ECHRT honours those passed and those working for a trans-inclusive future

Toronto: November 20th is marked internationally as Trans Day of Remembrance, a day to commemorate the lives of those trans individuals lost to our communities.  Egale Canada Human Rights Trust (ECHRT) joins with those around the world calling for an end to the violence and systematic oppression faced by trans people in Canada, and internationally.

This Trans Day of Remembrance, ECHRT honours the lives lost to our communities, but also stresses the need for Canada to assure a better future for the coming generation of trans people.  Over the last year ECHRT has heard from an unprecedented number of trans youth and children looking for safety and inclusion in their own communities.  We have supported these youth and their families as they face countless challenges, including safety and inclusion at school, access to competent and supportive medical care, and access to government-issued identification reflective of their lived gender.

One clear element of our work this year with trans individuals and their families is that many Canadian schools remain hotbeds of transphobia and discrimination. Egale’s Every Class in Every School report indicated clearly that trans students experienced high levels of unsafety and harassment in our classrooms and hallways:

78% of trans students felt unsafe at school, with 44% having missed school because of these feelings;

74% of trans students have been verbally harassed because of their gender expression;

49% of trans students have been sexually harassed in school within the past year; and

37% of trans students have been physically harassed or assaulted because of their gender expression.

Experiences in elementary and secondary schools reveal only a fraction of the challenges facing many trans people in Canada.  Access to housing, employment, education and appropriate medical care are but a few of the major areas in which trans people are much more likely to face both individual acts of discrimination, as well as systemic exclusion and invisibility.  The remarkable truth is that trans people in Canada face a variety of hurdles in accessing basic programs and services that many cisgender people take for granted. These challenges can be made even more severe when considering the ongoing impacts of racism, ableism, classism and misogyny on trans individuals across the country.

The impact of transphobia in Canada takes many forms.  In Ontario, the Trans PULSE Project revealed that 20% of trans Ontarians have been the targets of physical or sexual assaults because they are trans, and another 34% have experienced verbal harassment or threats.  These numbers are truly horrifying, and yet we must also recognize that there are so many unheard stories of discrimination, exclusion and isolation that go unreported and unacknowledged in our media and communities.

The stakes of transphobia are not lost on some of our country’s legislators, with whom ECHRT has worked over the past decade toward extending the explicit protections of Canadian human rights legislation to include trans communities.  The most recent effort is Bill C-279, currently before the Senate for review.   This piece of legislation would include ‘gender identity’ as one of the prohibited grounds of discrimination in the Canadian Human Rights Code as well as within the hate crime sentencing provisions of the Criminal Code.  On this Trans Day of Remembrance ECHRT strongly urges the Senate to take swift action to protect trans people in Canada, and to approve this legislation un-amended.

Within Canada, Trans Day of Remembrance offers an opportunity to honour those whose passing leaves ragged empty-spaces in communities across the country, while also speaking out against the silencing of their stories.  ECHRT joins voices with trans people and their allies across Canada in a commemoration of those who lost their lives, and to reiterate our commitment to creating a safer and more inclusive country for those of any gender identity and expression.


→ Aim of the exercise
Your answer should be one number, namely how many lines in the listing below include the word "Codable".

→ Source data

#####

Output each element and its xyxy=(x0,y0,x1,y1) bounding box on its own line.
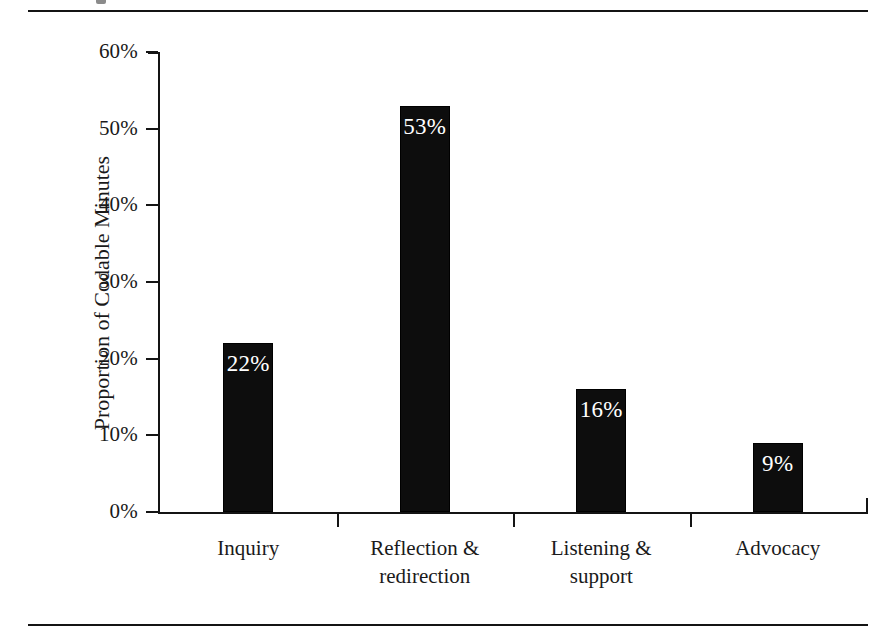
x-axis-end-cap xyxy=(866,498,868,514)
x-axis-category-label: Inquiry xyxy=(160,534,337,562)
x-axis-category-label: Advocacy xyxy=(690,534,867,562)
y-axis-title: Proportion of Codable Minutes xyxy=(91,113,113,473)
y-axis-tick-label: 40% xyxy=(60,194,138,215)
x-axis-category-label: Listening & support xyxy=(513,534,690,590)
y-axis-tick xyxy=(146,358,158,360)
y-axis-tick-label: 30% xyxy=(60,271,138,292)
bar: 53% xyxy=(400,106,450,512)
x-axis-tick xyxy=(337,514,339,527)
y-axis-tick xyxy=(146,128,158,130)
y-axis-tick xyxy=(146,51,158,53)
bar: 22% xyxy=(223,343,273,512)
bar-value-label: 16% xyxy=(576,397,626,423)
y-axis-tick-label: 60% xyxy=(60,41,138,62)
x-axis-category-label: Reflection & redirection xyxy=(337,534,514,590)
bar: 9% xyxy=(753,443,803,512)
x-axis-tick xyxy=(690,514,692,527)
y-axis-tick xyxy=(146,281,158,283)
bar: 16% xyxy=(576,389,626,512)
y-axis-tick xyxy=(146,511,158,513)
y-axis-tick-label: 10% xyxy=(60,424,138,445)
y-axis-tick xyxy=(146,434,158,436)
bar-value-label: 22% xyxy=(223,351,273,377)
y-axis-tick-label: 50% xyxy=(60,118,138,139)
bar-value-label: 9% xyxy=(753,451,803,477)
y-axis-tick xyxy=(146,204,158,206)
bar-value-label: 53% xyxy=(400,114,450,140)
figure-panel: Proportion of Codable Minutes 0%10%20%30… xyxy=(0,0,892,639)
y-axis-tick-label: 20% xyxy=(60,348,138,369)
y-axis-line xyxy=(158,52,160,514)
y-axis-tick-label: 0% xyxy=(60,501,138,522)
x-axis-tick xyxy=(513,514,515,527)
bar-chart: Proportion of Codable Minutes 0%10%20%30… xyxy=(0,0,892,639)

#####

→ The completed task
3